→ **Source records**:
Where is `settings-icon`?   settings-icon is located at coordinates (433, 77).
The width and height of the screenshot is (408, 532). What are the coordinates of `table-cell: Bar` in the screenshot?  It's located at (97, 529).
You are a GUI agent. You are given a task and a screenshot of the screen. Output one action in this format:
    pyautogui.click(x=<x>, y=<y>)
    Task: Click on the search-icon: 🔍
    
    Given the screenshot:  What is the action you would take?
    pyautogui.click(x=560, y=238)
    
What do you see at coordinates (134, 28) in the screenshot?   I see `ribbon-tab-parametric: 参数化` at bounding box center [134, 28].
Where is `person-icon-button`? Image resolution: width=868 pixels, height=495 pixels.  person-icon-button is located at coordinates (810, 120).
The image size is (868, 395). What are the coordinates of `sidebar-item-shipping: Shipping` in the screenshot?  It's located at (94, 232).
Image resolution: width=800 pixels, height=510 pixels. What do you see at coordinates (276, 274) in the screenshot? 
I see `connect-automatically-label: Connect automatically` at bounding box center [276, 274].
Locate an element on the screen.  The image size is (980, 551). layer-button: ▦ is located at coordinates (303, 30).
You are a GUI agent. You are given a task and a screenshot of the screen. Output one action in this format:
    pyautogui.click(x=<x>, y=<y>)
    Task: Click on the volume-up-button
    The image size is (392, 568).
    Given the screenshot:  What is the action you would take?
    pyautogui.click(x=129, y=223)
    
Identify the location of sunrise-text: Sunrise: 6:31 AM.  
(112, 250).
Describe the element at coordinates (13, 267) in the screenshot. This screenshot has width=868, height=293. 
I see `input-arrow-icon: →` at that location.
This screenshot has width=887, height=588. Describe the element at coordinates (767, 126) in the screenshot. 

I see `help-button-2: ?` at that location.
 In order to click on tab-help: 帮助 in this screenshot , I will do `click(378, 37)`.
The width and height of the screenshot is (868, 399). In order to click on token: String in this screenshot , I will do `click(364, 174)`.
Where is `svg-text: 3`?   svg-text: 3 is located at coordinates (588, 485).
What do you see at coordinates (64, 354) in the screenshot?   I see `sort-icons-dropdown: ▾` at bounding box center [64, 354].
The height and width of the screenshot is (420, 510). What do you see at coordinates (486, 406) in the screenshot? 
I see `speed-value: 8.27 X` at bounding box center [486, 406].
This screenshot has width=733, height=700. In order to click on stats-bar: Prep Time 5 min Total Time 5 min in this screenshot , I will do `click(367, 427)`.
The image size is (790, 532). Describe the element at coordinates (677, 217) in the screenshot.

→ **Work order**: Extract the entries above verbatim.

→ **Response below**:
Where is `settings-icon`?   settings-icon is located at coordinates (433, 77).
The width and height of the screenshot is (408, 532). What are the coordinates of `table-cell: Bar` in the screenshot?  It's located at (97, 529).
You are a GUI agent. You are given a task and a screenshot of the screen. Output one action in this format:
    pyautogui.click(x=<x>, y=<y>)
    Task: Click on the search-icon: 🔍
    
    Given the screenshot:  What is the action you would take?
    pyautogui.click(x=560, y=238)
    
What do you see at coordinates (134, 28) in the screenshot?   I see `ribbon-tab-parametric: 参数化` at bounding box center [134, 28].
Where is `person-icon-button`? Image resolution: width=868 pixels, height=495 pixels.  person-icon-button is located at coordinates (810, 120).
The image size is (868, 395). What are the coordinates of `sidebar-item-shipping: Shipping` in the screenshot?  It's located at (94, 232).
Image resolution: width=800 pixels, height=510 pixels. What do you see at coordinates (276, 274) in the screenshot? 
I see `connect-automatically-label: Connect automatically` at bounding box center [276, 274].
Locate an element on the screen.  The image size is (980, 551). layer-button: ▦ is located at coordinates (303, 30).
You are a GUI agent. You are given a task and a screenshot of the screen. Output one action in this format:
    pyautogui.click(x=<x>, y=<y>)
    Task: Click on the volume-up-button
    The image size is (392, 568).
    Given the screenshot:  What is the action you would take?
    pyautogui.click(x=129, y=223)
    
Identify the location of sunrise-text: Sunrise: 6:31 AM.  
(112, 250).
Describe the element at coordinates (13, 267) in the screenshot. This screenshot has width=868, height=293. 
I see `input-arrow-icon: →` at that location.
This screenshot has width=887, height=588. Describe the element at coordinates (767, 126) in the screenshot. 

I see `help-button-2: ?` at that location.
 In order to click on tab-help: 帮助 in this screenshot , I will do `click(378, 37)`.
The width and height of the screenshot is (868, 399). In order to click on token: String in this screenshot , I will do `click(364, 174)`.
Where is `svg-text: 3`?   svg-text: 3 is located at coordinates (588, 485).
What do you see at coordinates (64, 354) in the screenshot?   I see `sort-icons-dropdown: ▾` at bounding box center [64, 354].
The height and width of the screenshot is (420, 510). What do you see at coordinates (486, 406) in the screenshot? 
I see `speed-value: 8.27 X` at bounding box center [486, 406].
This screenshot has width=733, height=700. In order to click on stats-bar: Prep Time 5 min Total Time 5 min in this screenshot , I will do `click(367, 427)`.
The image size is (790, 532). Describe the element at coordinates (677, 217) in the screenshot.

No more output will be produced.